Thursday, August 14, 2008

Music is like Math, Literature is like Statistics

This post by Andrew Gelman on a talk by De Veaux on why there are no six year old novelists and why the title of this post is true.

Another from his blog
I pretty much think that any idea in programming can also apply to statistics
implies that Statistics is like Programming. (Hence, Programming is like Literature. QED!)

I can certainly see the point of this comment
John's strategy of debugging by deleting code is a good heuristic within almost any paradigm. I apply it to almost all my writing, actually - if a sentence reads awkwardly, I try cutting it. If the paragraph still makes sense, I probably didn't need it that much
And this passage from The Structure and Interpretation of Computer Programs also brings out the relationship between being able to write and being able to code (emphasis added)
Our design of this introductory computer-science subject reflects two major concerns. First, we want to establish the idea that a computer language is not just a way of getting a computer to perform operations but rather that it is a novel formal medium for expressing ideas about methodology. Thus, programs must be written for people to read, and only incidentally for machines to execute. Second, we believe that the essential material to be addressed by a subject at this level is not the syntax of particular programming-language constructs, nor clever algorithms for computing particular functions efficiently, nor even the mathematical analysis of algorithms and the foundations of computing, but rather the techniques used to control the intellectual complexity of large software systems.

Our goal is that students who complete this subject should have a good feel for the elements of style and the aesthetics of programming. They should have command of the major techniques for controlling complexity in a large system. They should be capable of reading a 50-page-long program, if it is written in an exemplary style. They should know what not to read, and what they need not understand at any moment. They should feel secure about modifying a program, retaining the spirit and style of the original author.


● The problem:
Your answer should be a single number: how many lines in the data below hold the string "icon".

● Task input:
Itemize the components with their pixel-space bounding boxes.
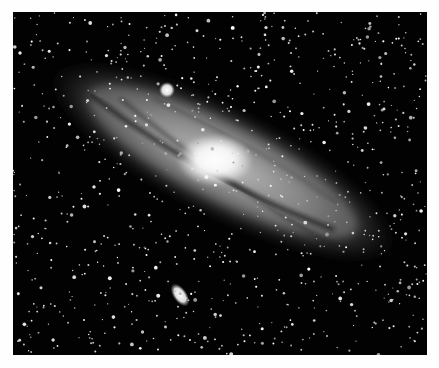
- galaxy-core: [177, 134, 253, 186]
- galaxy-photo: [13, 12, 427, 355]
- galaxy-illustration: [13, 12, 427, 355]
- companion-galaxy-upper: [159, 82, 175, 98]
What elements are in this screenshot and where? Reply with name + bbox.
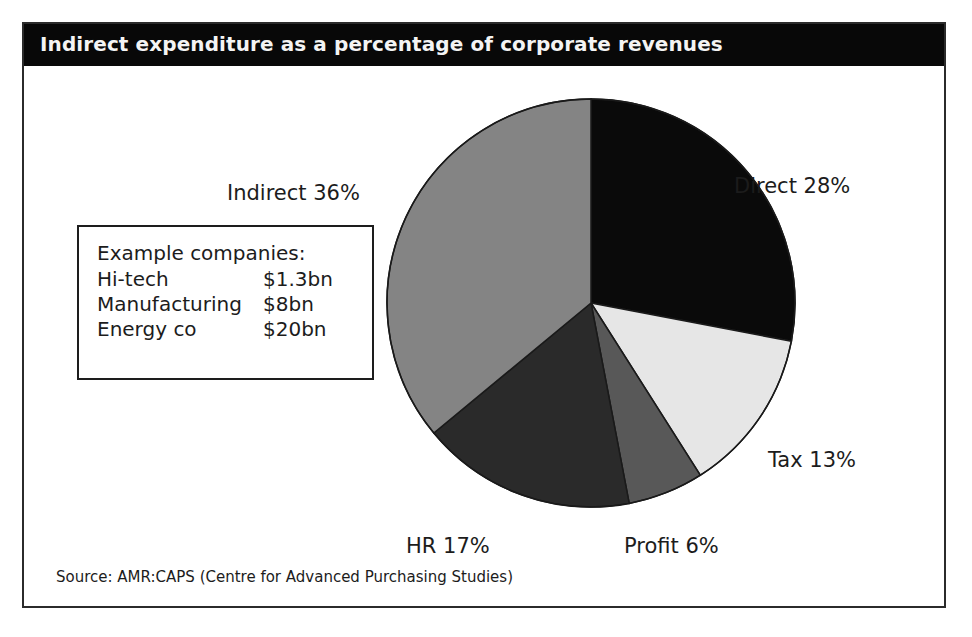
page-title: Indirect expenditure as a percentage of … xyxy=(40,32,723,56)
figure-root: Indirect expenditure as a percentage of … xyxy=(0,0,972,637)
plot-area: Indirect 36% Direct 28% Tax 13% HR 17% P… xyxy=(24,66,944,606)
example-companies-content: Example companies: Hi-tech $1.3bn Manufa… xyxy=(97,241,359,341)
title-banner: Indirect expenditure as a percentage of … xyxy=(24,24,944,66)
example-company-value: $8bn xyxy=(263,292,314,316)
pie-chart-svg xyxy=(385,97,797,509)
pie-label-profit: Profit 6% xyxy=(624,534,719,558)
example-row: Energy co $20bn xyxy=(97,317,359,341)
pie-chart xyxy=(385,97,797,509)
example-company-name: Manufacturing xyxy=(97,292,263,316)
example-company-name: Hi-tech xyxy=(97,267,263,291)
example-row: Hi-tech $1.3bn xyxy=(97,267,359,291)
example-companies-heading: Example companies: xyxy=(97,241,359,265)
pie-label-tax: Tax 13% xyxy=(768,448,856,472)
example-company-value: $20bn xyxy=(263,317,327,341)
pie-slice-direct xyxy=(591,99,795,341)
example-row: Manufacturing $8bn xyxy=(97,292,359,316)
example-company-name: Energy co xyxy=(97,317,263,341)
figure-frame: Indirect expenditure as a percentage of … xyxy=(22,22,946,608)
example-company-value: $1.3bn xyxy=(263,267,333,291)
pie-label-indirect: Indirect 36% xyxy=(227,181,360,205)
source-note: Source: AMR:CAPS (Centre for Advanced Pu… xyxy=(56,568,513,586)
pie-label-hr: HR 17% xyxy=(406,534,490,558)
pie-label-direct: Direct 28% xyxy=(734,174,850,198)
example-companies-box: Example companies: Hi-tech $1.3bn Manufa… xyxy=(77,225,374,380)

==

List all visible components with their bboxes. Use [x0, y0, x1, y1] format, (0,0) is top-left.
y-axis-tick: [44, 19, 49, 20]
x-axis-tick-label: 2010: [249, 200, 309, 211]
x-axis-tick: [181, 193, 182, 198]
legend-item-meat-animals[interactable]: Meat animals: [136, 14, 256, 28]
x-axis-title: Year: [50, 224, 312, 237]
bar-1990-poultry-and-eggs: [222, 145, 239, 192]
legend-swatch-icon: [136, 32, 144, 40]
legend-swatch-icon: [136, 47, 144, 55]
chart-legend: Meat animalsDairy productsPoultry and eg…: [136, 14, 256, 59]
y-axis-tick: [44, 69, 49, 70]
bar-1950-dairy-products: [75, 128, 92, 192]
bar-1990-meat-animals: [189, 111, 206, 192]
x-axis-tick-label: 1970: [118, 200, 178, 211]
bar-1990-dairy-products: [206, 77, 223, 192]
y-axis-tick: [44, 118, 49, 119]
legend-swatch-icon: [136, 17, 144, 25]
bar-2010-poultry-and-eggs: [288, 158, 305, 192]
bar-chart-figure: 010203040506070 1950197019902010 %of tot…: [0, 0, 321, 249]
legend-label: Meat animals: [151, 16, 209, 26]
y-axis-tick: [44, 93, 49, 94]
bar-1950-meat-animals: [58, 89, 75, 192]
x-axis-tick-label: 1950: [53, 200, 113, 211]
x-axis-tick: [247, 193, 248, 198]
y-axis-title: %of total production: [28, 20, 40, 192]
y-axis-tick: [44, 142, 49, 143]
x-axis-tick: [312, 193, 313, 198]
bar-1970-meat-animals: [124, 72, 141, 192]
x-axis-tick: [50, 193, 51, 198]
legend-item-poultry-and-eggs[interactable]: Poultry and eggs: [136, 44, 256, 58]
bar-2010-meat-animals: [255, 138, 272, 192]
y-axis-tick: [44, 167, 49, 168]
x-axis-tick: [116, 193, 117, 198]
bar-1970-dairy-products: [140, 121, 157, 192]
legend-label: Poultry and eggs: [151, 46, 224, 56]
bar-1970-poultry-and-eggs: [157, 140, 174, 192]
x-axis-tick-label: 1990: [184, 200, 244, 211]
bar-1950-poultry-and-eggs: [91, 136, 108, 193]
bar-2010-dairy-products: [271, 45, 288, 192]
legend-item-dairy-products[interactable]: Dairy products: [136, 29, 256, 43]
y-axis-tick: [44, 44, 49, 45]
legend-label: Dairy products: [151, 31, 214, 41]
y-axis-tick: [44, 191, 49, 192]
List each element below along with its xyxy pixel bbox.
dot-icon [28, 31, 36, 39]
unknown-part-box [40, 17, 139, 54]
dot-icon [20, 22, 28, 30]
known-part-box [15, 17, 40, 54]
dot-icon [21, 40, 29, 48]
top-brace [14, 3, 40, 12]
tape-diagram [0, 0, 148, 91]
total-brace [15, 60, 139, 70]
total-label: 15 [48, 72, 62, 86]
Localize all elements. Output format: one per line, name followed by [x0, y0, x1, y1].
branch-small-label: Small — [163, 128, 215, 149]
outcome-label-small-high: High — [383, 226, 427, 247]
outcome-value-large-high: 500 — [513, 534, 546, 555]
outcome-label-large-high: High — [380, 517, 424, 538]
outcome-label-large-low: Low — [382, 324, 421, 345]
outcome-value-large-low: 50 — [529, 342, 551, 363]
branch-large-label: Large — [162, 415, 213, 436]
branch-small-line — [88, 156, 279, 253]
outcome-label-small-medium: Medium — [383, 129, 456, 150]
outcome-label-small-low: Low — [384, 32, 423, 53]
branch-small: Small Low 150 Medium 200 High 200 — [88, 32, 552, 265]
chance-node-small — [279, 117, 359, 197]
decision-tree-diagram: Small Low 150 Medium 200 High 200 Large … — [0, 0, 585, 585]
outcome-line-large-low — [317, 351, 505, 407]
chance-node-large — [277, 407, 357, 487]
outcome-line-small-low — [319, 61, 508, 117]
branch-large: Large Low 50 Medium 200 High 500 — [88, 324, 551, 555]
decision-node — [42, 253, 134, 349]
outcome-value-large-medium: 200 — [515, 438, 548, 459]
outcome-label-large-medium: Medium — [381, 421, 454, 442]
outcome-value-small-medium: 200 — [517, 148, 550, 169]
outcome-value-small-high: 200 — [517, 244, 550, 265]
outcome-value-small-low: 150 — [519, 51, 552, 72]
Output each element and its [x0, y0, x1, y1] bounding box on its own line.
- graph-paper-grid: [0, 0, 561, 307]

● Expected answer:
6